This is the first blog post of my new website. I’ve been on the internet in some fashion or another for about twenty years now, and I’d hazard that this is probably my tenth website or so. My first website was some slice of HTML I received as part of a computer class in the sixth or seventh grade. I never did much with it besides figure out how to make text gigantic and orange, which is what we customarily did with HTML back in 2002 or so. After that I had a series of Blogspot and Tumblr blogs, none of which lasted more than a week or so. Those all fell out of fashion in the late 2000s what with social media. I never had a MySpace (although hunting around for one is what led my mother to find softcore gay pornography in my search history when I was fourteen) and got a Facebook under duress my senior year of high school. After that it was a decade on Twitter, and then I finally got an Instagram during the first year of the pandemic, when it seemed time to get on the bandwagon everyone else got on years before. (I’ve always been preternaturally early to some things and terribly late to others.)

And now I’m back here, on a website that by all means shouldn’t exist in the year of our lord 2k23, blogging again. What a decidedly ugly word, blogging. It’s one of those words that should only ever be encountered in an online context, free of the shame of having to voice it aloud. Can you imagine Audrey Hepburn saying blogging? It’s decidedly unchic. Yet I am, I must confess, a decidedly unchic person, and so here I am, taking up the mantle of blogging when there’s no reason nor audience to do so.

I barely remember what we used to blog about all those years ago. Not that we can really even find out: the internet has turned out to be such an ephemeral thing. The links have all rotted, the hosting companies folded, and now all we remember from the era are all the bloggers turned blue check journalists crowing on Twitter from their perches on Substack. It’s all quite depressing if you think too hard about it, which I try to do so as little as possible, even though my day job (professor of digital media studies) means that I really should.

But I can hazard a guess: that we blogged about our hopes and our fears, and what we had for dinner, and where we went to travel and who we saw there, and who we fucked and who we hoped to fuck, and what we wanted to tell other people but were too scared to say out loud, and the concerts we went to, and the movies we watched, and our friends who we loved and our friends who we were pissed off at but still loved anyways, and what our cat did in the middle of the night to wake us up, and what it was like to walk down the aisle at our wedding, and what the gym smelled like that day, and what made us nervous, and what made us proud, and a thousand other things besides, because these places were our own and no one else’s.

Anyway. I guess that’s why I wanted to start this blog: to have a place that’s mine and no one else’s. I hope you enjoy it too. I’m going to go make dinner (frittata) now.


◆ THE TASK ◆
I'd like the entries reproduced exactly, with all pictures omitted.

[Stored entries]

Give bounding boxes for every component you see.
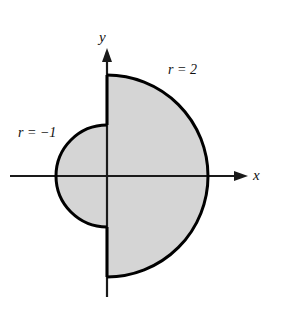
graph-canvas <box>0 0 287 310</box>
y-axis-arrow-icon <box>102 48 112 62</box>
y-axis-label: y <box>99 30 106 45</box>
x-axis-label: x <box>253 168 260 183</box>
x-axis-arrow-icon <box>234 171 248 181</box>
polar-graph-figure: y x r = 2 r = −1 <box>0 0 287 310</box>
inner-curve-label: r = −1 <box>18 126 56 140</box>
outer-curve-label: r = 2 <box>168 63 197 77</box>
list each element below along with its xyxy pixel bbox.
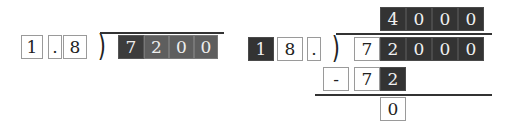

◆ ANSWER FOR THE TASK ◆
Give bounding boxes for every component you see.
graph-canvas <box>0 0 287 310</box>
y-axis-arrow-icon <box>102 48 112 62</box>
y-axis-label: y <box>99 30 106 45</box>
x-axis-label: x <box>253 168 260 183</box>
x-axis-arrow-icon <box>234 171 248 181</box>
polar-graph-figure: y x r = 2 r = −1 <box>0 0 287 310</box>
inner-curve-label: r = −1 <box>18 126 56 140</box>
outer-curve-label: r = 2 <box>168 63 197 77</box>
list each element below along with its xyxy pixel bbox.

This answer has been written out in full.